Stone struggles desperately to keep hold of certain threads. He has been arrested by the KGB, of that much he is sure; he recognized Lubyanka Prison, the headquarters of the KGB, as the car into which all three had been bundled drove through the gate. His inquisitors realize he is a foreigner; Stone caught a glimpse of his phony passports and his money piled on the desk just before the spotlight was trained on his face. From the questions thrown at him, he understands that they are convinced that he is the
Grani
courier who disappeared ten days before from the Hotel Rossiya, leaving behind a single copy of
Grani
in his valise lining. Which means they don’t know he is American. Stone means to keep it that way.
“I’ve told you again and again,” he says tiredly—his head is spinning with fatigue, and he has to struggle to organize his sentences sequentially—“my name is …” He gives them the identity of an engineer in a remote Georgian city on the theory that it will take at least a day for them to track down the man who really goes by that name. Buy time, Stone keeps repeating to himself. The only thing that counts now is to buy time.
One of the interrogators, a young man by the sound of his voice, laughs wickedly, and the other moves behind Stone and whispers in his ear: “If you don’t cooperate, it will go hard on you.
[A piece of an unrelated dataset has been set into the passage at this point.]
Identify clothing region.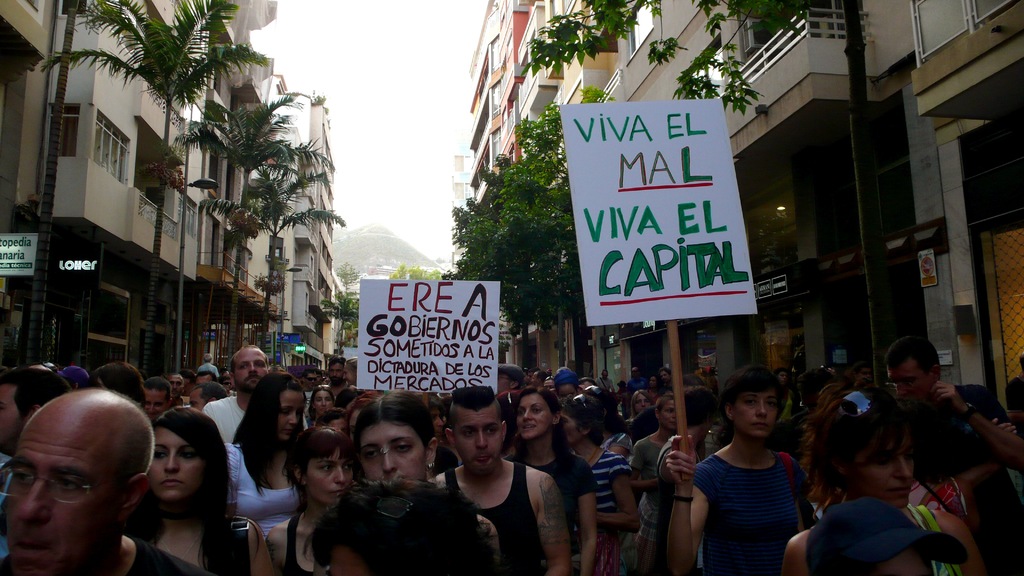
Region: <box>515,443,595,520</box>.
We know you work for the anti-Soviet émigré groups. We know you were tracking down the relatives of the defector Kulakov to write a story on how they were made to suffer.”
“You will be charged with the murder of the boy Gregori,” sneers the younger man.
“Save yourself,” coaxes the man behind Stone.
“What is your name?”
“What is your nationality?”
“What is your parent organization?”
Somewhere in the building, a woman screams; Stone convinces himself it is Katushka, and he strains against the handcuffs until they cut into the flesh on his wrists. “You’re making a mistake,” he says weakly. “You’re making a terrible mistake.”
“You are without hope,” the man behind Stone whispers. “Think of yourself. What is your name? Only tell us your real name and you will be permitted to sleep.”
Dazed, his head drooping onto his chest, Stone is half dragged, half marched through an endless corridor, down a narrow back staircase to a waiting van. Katushka and Morning Stalin are already inside. They reach down and help him climb in. The metal door is slammed shut, bolted on the outside, and the van lurches forward.
“Are you all right?” Stone asks Katushka. “I thought I heard you scream.”
“They never questioned us,” she explains. “They said we would be charged with harboring an agent sent in by one of the anti-Soviet exile groups. They said they would get back to us when they finished with you. Then some others came and whisked us down the stairs to the van. Then you came. Where are they taking us?”
Stone can tell from her voice that she is very frightened, though she is trying hard not to show it. “How long ago did they arrest us?” he asks.
“Forty hours,” Morning Stalin tells him. “They fed us twice—a breakfast, a lunch.” He grimaces. “My face made them very nervous. You should have seen the heads turn as I walked down the hall. Didn’t I make them nervous, Katushka?”
“They thought you were a ghost who had come to haunt them,” Katushka agrees. To Stone she says softly, “Are you really an anti-Soviet agent?”
There is no answer. His head bobbing on his chest, Stone has fallen into a deep sleep.
Stone surfaces slowly. The first thing he sees when he finally manages to open an eye are the shoulder boards of the young Army officer standing alongside the bed. The bed! Stone jerks upright, blinks several times, looks around. The small room is as neat as a pin. The cot he is lying on is Army-style, with khaki blankets and a footlocker next to it that serves as a night table.
“You can shave if you like,” says the Army officer. “You’ll find an electric razor in the bathroom. After which you are invited to take breakfast with the officer in charge.”